Kurt’s Professional Lesson
As you circle the board snapping up properties, identify early on which group of properties you want to own. Apply the same thinking to your career. Be as strategic as you can be about your career goals. Reach out to the people in the field you want to be in. Think long term. And then crush everyone.
John’s Professional Lesson
Don’t play Monopoly. The game was originally designed as a critique of capitalism, but somewhere the message was lost and things have gone horribly wrong ever since. Monopoly glorifies predatory, unregulated capitalism while gamifying human suffering. There is nothing to learn from this other than to beware of people who really, really like Monopoly. Instead, play Co-opoly, which teaches that, as in work and life, better results come from win-win situations and positive collaboration.
Risk
Kurt’s Professional Lesson
Success in Risk is based partly on luck and partly on amassing as many armies as possible at a certain target objective (that and picking up Australia early!). Just like Risk, focussing your limited resources (ie. time and effort) is critical to career success. Don’t spread yourself too thin and do a sub-par job at a bunch of things. Pick a few areas and devote your attention to excel in them.
John’s Professional Lesson
Never start anything in Asia until you’re ready to win the game. In your career this means earning the right experiences, assets and teammates before making a really big and “Risky” move, such as starting your own business or taking on a more demanding role.
Clue
This murder mystery game requires players to guess a murderer, a murder weapon, and where the crime took place.
John’s Professional Lesson
Victory in Clue comes from forming a hypothesis (“Mr. Green in the Billiard Room with the Wrench!”) and successfully testing it. On your career journey, you will test ideas (“I shall be a freelance writer and be paid for my brilliance!”), evaluate their success (“this is hard and unfulfilling!”), and re-test them based on what you learned (“I shall write weekly blog posts about things that inspire me!”).
Kurt’s Professional Lesson
Avoid leaping to conclusions to soon. Just like in Clue, sometimes you may think you have the answer (“Mr. Green, that thug!”) but upon further investigation it turns out to be someone totally different. Keeping an open mind in your work (even if you think you’ve got the solution) can often expose you to new ideas and ways of doing things that are better than what you’d initially cooked up.
Scrabble
When strategy meets wordiness you know you’re playing Scrabble!
John’s Professional Lesson
Pay attention to the game within the game. When I first played Scrabble I thought that the purpose of the game was to spell words and earn points for long ones. And then my wife crushed me by 300 points and I learned that where tiles are placed and what letters are used are part of the larger strategy of Scrabble. When people say “tell me about yourself” in job interviews, for example, the game within the game is that the interviewer wants to assess your knowledge of their organization and how you see yourself as a fit with the team.

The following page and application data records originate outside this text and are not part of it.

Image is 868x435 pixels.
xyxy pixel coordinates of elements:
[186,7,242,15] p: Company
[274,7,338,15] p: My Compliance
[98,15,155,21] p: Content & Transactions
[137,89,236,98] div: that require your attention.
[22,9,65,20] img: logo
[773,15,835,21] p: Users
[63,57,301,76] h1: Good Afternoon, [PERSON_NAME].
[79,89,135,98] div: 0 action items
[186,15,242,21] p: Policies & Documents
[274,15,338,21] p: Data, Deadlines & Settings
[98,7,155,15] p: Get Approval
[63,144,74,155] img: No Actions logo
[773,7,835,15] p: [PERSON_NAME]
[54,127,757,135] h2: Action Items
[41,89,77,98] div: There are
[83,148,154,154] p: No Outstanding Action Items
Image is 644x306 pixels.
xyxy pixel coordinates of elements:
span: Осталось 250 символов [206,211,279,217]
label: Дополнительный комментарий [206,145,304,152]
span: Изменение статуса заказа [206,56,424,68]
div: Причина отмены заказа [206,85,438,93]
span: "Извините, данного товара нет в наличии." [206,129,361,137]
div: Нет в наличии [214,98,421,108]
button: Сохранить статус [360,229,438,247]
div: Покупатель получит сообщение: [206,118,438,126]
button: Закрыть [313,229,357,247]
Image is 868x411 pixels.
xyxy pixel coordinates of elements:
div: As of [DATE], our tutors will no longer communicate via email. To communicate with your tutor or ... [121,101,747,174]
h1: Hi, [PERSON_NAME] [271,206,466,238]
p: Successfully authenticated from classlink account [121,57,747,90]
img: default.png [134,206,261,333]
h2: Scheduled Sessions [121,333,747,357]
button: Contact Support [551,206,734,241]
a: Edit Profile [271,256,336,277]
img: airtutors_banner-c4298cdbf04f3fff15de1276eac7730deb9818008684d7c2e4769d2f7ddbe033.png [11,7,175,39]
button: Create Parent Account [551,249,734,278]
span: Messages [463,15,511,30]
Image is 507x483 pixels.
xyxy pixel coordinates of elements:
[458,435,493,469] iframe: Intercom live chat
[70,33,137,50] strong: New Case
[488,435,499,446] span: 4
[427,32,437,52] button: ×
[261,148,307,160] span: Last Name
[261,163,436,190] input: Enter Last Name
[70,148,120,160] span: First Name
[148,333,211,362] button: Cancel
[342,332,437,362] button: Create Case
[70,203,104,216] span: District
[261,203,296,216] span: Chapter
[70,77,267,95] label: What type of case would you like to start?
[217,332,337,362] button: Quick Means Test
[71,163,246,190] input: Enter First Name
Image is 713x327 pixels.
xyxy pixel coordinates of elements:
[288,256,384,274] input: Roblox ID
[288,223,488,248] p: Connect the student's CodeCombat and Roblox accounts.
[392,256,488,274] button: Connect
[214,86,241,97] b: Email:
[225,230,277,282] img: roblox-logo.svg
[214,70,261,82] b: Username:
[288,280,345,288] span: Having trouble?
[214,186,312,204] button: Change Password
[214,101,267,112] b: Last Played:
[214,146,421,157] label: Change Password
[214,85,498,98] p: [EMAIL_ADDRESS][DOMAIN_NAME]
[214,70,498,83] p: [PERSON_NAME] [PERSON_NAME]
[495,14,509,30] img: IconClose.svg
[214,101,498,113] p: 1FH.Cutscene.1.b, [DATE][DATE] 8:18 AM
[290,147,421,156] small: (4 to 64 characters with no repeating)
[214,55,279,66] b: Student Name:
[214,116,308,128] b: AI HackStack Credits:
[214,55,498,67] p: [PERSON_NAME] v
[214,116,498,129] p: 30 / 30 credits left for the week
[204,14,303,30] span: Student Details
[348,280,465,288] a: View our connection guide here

Kurt’s Professional Lesson
Spelling in Scrabble matters (no points for words that don’t exist!). Spelling in life matters more. Make sure you proofread your emails and try to give everything you write (or put on the Internet) at least a couple go-overs.
Bonus Game: Cranium!
Cranium requires players to compete in teams and challenges them with drama, art, wordplay, trivial pursuit, music, and other tasks.

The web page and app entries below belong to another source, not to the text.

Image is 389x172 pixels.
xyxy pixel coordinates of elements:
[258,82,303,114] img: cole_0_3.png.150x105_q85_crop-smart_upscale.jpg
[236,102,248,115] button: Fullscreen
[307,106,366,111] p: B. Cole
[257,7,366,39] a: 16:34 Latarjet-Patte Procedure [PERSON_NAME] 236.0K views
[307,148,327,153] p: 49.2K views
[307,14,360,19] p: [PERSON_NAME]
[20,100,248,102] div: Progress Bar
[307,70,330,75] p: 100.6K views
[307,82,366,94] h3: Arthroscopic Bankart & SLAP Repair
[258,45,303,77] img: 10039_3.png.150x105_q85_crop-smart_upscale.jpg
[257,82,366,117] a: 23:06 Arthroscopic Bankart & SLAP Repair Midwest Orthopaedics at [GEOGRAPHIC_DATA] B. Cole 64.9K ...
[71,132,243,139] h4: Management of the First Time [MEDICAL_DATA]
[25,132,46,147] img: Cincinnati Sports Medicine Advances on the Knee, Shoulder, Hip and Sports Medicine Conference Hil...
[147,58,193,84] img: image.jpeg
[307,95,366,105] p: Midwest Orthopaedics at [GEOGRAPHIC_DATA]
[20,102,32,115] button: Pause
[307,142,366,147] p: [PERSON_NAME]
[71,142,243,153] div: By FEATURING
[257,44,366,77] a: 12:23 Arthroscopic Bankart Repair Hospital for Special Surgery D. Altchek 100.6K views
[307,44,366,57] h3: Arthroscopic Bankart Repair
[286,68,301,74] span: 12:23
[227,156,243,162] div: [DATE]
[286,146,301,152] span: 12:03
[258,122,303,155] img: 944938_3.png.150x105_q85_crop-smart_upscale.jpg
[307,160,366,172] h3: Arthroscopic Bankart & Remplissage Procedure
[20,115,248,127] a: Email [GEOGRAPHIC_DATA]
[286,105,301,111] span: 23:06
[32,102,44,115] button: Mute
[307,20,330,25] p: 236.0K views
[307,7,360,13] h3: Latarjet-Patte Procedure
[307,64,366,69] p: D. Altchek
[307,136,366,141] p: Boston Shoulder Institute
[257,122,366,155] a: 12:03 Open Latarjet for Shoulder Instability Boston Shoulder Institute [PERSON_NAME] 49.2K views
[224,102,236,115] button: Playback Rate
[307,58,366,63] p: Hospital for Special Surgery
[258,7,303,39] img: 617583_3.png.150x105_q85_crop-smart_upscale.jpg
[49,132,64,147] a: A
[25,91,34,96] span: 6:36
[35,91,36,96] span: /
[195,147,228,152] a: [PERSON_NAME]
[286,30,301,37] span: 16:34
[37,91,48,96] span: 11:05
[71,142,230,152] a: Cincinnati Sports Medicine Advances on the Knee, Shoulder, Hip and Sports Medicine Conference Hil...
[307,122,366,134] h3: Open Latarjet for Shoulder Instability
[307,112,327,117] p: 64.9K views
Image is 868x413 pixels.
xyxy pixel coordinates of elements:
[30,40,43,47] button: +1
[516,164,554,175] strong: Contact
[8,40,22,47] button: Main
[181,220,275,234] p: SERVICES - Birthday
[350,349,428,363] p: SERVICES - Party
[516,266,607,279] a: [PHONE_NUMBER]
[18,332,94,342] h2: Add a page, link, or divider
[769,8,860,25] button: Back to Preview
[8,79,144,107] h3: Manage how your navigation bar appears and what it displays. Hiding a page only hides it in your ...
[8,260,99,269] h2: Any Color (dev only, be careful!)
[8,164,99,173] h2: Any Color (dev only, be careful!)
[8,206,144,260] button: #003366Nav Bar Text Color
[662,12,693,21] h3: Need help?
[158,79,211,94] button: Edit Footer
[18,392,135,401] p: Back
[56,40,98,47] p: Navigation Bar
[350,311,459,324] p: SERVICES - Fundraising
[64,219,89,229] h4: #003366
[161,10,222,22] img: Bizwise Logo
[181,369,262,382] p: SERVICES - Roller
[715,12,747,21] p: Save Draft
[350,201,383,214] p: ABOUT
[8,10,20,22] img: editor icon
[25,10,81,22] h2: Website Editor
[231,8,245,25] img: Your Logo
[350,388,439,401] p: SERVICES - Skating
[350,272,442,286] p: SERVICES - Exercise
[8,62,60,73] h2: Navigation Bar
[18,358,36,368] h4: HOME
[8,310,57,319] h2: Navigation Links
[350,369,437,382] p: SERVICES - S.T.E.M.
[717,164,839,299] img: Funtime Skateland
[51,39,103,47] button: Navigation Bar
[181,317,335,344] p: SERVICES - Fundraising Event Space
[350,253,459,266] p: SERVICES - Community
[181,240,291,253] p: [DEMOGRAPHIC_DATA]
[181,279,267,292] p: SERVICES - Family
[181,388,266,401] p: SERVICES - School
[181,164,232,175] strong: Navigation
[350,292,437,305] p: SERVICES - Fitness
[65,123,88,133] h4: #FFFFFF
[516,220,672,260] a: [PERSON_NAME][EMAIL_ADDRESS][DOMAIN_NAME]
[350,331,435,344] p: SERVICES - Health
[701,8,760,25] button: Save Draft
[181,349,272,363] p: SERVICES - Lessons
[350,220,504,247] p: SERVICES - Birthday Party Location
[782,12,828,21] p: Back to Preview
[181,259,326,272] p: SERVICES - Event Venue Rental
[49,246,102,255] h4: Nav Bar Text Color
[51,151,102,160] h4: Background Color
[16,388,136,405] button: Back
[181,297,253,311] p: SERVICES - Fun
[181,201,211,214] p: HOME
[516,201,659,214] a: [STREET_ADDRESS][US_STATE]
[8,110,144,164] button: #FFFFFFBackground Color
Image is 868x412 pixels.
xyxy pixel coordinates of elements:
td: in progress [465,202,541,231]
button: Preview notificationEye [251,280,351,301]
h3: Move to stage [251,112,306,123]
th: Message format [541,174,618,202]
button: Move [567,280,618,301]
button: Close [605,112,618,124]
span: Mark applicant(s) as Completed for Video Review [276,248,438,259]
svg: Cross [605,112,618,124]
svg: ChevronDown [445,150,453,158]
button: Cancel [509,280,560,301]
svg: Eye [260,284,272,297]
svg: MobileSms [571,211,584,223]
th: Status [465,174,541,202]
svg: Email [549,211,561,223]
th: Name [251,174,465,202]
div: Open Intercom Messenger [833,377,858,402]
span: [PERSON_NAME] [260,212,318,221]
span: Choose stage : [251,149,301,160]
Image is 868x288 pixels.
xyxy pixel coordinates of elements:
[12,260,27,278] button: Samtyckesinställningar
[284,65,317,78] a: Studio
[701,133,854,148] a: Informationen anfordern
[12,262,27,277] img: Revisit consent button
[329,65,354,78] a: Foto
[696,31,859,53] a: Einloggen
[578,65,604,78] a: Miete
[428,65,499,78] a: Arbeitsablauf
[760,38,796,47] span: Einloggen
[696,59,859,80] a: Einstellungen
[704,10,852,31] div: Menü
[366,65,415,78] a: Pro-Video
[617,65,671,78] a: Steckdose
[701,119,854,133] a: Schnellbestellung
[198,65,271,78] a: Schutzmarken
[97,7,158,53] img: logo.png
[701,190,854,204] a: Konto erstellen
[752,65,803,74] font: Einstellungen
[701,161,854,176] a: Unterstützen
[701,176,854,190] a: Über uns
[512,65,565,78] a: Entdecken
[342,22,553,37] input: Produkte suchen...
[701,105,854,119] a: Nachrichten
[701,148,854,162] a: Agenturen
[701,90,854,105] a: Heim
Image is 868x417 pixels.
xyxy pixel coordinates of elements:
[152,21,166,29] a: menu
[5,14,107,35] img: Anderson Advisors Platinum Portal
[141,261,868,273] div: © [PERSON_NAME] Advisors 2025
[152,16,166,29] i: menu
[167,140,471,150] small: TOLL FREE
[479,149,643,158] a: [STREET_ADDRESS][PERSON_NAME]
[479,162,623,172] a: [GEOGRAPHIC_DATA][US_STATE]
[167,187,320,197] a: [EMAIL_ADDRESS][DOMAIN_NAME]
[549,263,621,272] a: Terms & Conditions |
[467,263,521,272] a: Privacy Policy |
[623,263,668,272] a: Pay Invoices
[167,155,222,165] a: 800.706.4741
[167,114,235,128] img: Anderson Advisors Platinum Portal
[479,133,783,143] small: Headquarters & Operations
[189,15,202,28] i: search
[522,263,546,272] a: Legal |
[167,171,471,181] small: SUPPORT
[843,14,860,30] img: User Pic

Kurt’s Professional Lesson
The biggest career takeaway from Cranium is the importance of recognizing and utilizing strengths of different team members. Different people are better at different things. By focusing on peoples’ strengths and what they like to do, your teammates will likely create a better product and be much more appreciative co-workers as a result.
John’s Professional Lesson
Like Kurt said, Cranium requires a fairly diverse skills set. If you can perform, sculpt, un-scramble words, and correctly answer trivia then you will probably be well-placed to present, innovate, edit, and recall data in the workplace. The game also teaches vulnerability and trust, which are important whether you’re sculpting “rock ‘n’ roll” out of crumbly clay or running your first meeting as a new team manager.